Even now, I don’t think there’s anything wrong with that. That’s just life really, miniaturized and making you see just how things are. But Marin is … she was different. At the beginning of Awakening, Marin is the one that saves you. She nurses you back to health at her and her father Tarin’s hut. She sings songs in the Animal Village and it’s her song that helps you progress past the Walrus. And all you have to do, in exchange, is spend time with her. That’s it. You fool around with her in Mabe Village, falling down a well, playing the Trendy Game, and eventually talking on the side of the beach where she found you the first time … and you almost talk about real feelings.

Even when you do have to save her on Tal Tal Heights, she almost tells you something important: something that isn’t part of waking up the Wind Fish. By the time the game is almost over, she will teach you “The Ballad of the Wind Fish” and ask that you remember her when you leave the Island, as she will never forgive you if you forget her.

Of course, you always discover the truth: that Koholint Island was created from the dream of a primordial and powerful being known as the the Wind Fish, and that once the Nightmares keeping it asleep are defeated, it will awaken and the Island and everyone on it will cease to exist.

In the end, when I look back on the game now Marin, the girl who saved Link, and never asked anything from him aside from spending some time with her … also never existed. At least Midna exists somewhere in the Twilight Realm. In many ways for Link, it’s so much worse than someone you love being dead, than not being in the same reality anymore, than your Princess even being in another Castle.

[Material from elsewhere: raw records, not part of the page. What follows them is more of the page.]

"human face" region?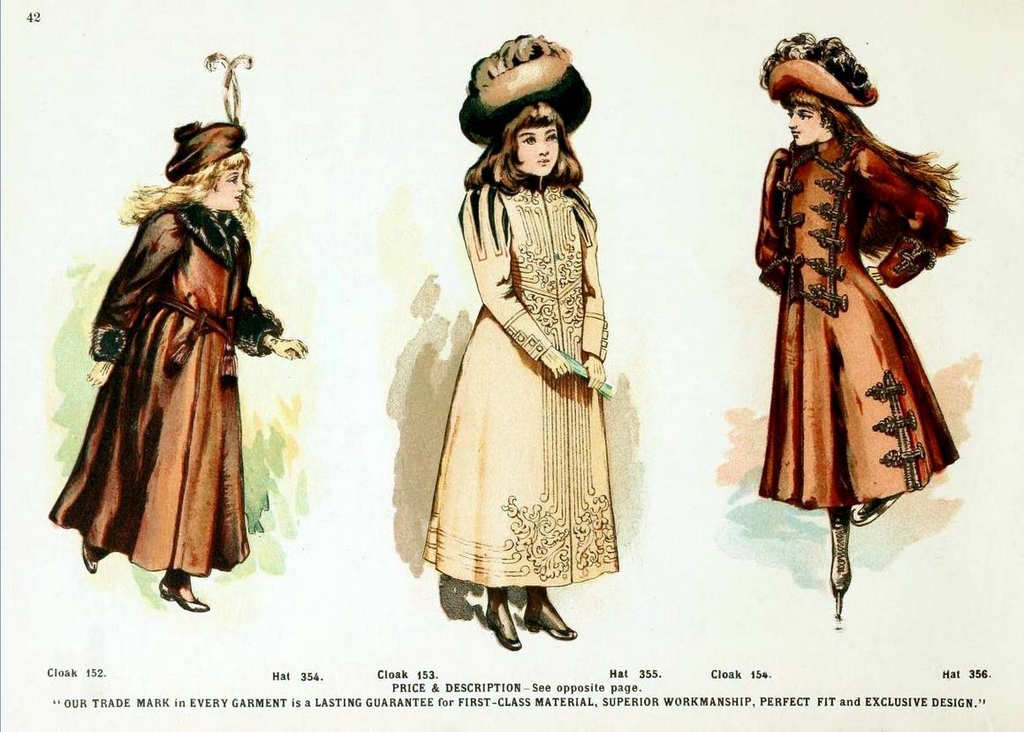
{"left": 786, "top": 106, "right": 821, "bottom": 146}
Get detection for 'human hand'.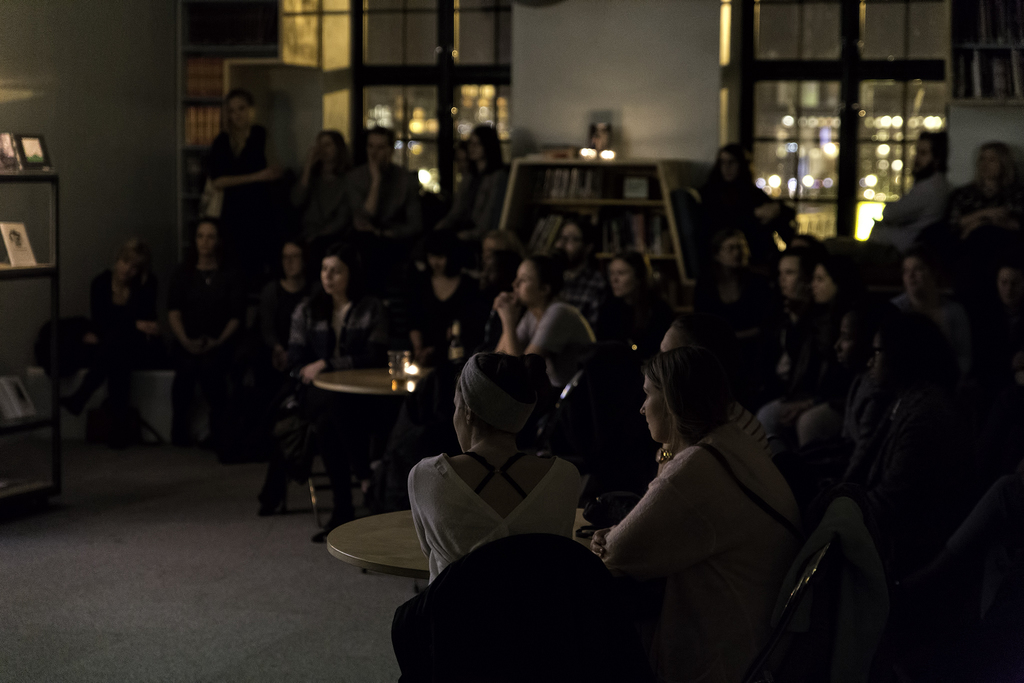
Detection: rect(263, 167, 285, 183).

I’m a lot older now, obviously, since the first time I played this game … since even the first couple of times I played it. I can refer, roughly, to a Japanese sentiment of mono no aware: an understanding of the beauty of sadness in the transitory nature of things. I can also go into some Classical Western thought and look at a woman representing the wisdom that a man gains when he ultimately loses her, especially by his own hand: as Link did when he beat all Eight Nightmares, and used the song that Marin taught him to awaken the Wind Fish.

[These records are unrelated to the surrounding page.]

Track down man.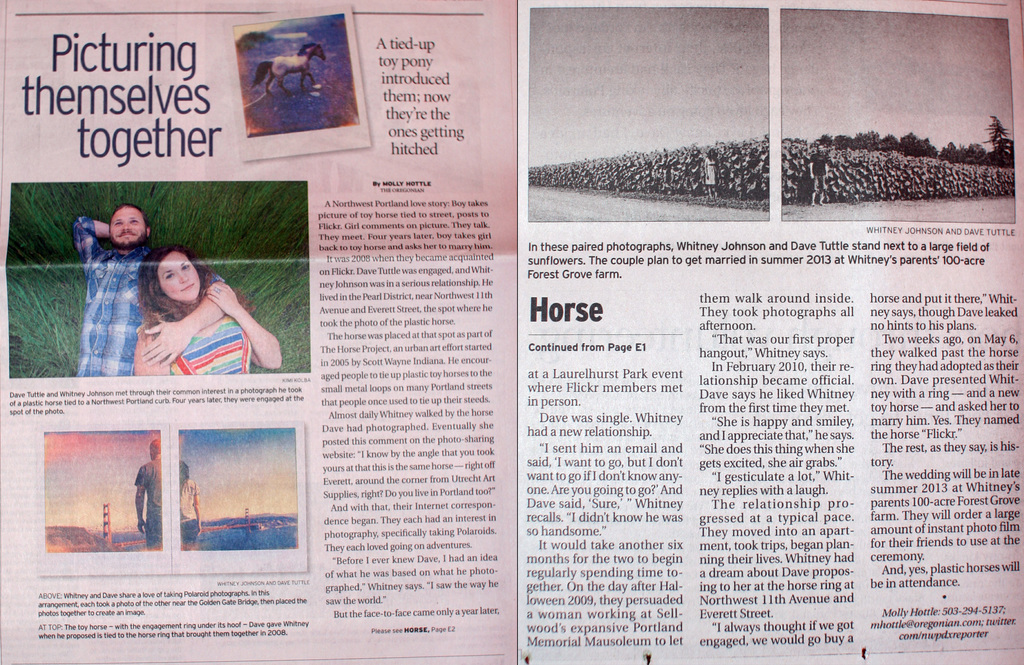
Tracked to 135 437 160 548.
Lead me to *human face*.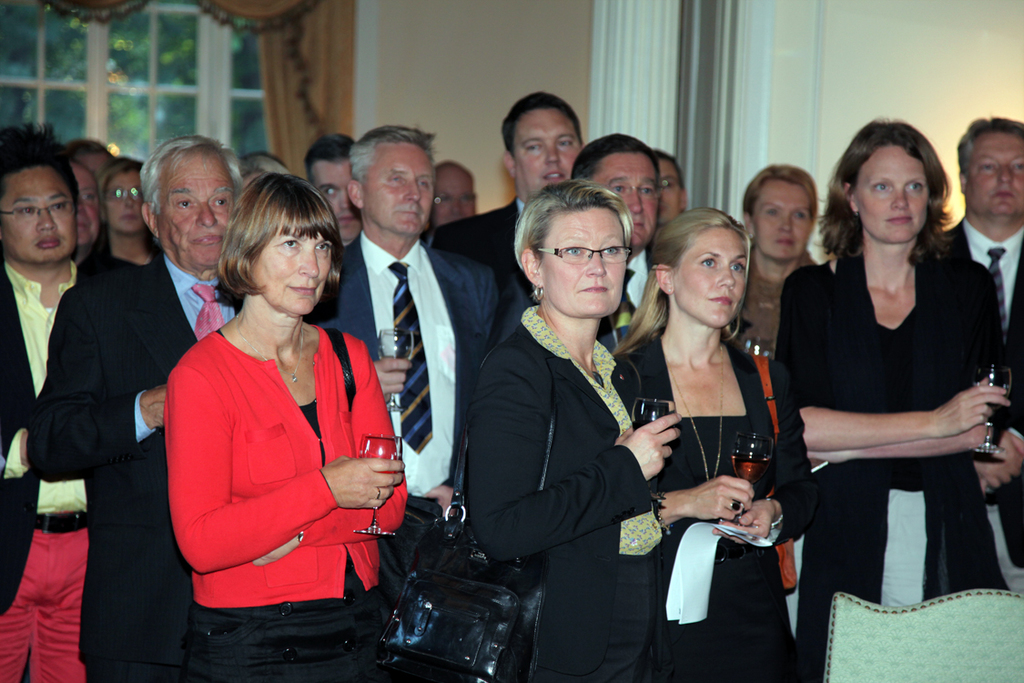
Lead to locate(309, 158, 360, 240).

Yeah. Even now, I’m still not comfortable with either thought: that Marin had to cease to exist, that she had never existed, so that Link could complete his own awakening as a whole person away from Zelda … before, you know, presumably returning to Hyrule and reaffirming the cycle all over again. Hell, Marin even looked like Zelda, when it comes right down to it.

That was my final koan, really, as we all finished high school. What did it mean when you met someone — when Link meets someone who helps him, who just wants to spend time with him in exchange and ends up never existing? Is gaining and losing someone like her the only way he could be free? And was he truly free? I used to dream about it, at times, even when I fell asleep in front of my laptop playing the “Sword Search” theme of Link’s Awakening: the song making me think of a Link who had gone old and grey, who’d retired from adventuring, who had put the Master Sword away for his successors, and dozed on his front porch remembering bygone days when he was a hero and he persevered, and had many quests. I wondered if sometimes, in his sleep, he thought about a seagull singing her song across the world. I wondered if, in his sleep, he ever murmured her name, after all that time.

I was a very angry kid back then. Like I said, the game was never nostalgic. For me, it always reminded me of the present. And when the present became the past after a while, and I got tired of playing and watching playthroughs past 5 am, I put the game away, and moved onto other things.

The thing about a game is that when it frustrates you, it generates the opposite of a Zen state. And it’s in that negativity, when you can’t solve that part, that sometimes you need to step away and do something else for a while. Maybe one day, after I’ve played some other games, I will return to this one, searching across an invisible shore, an ephemeral beach. And maybe then, I’ll finally find the answer.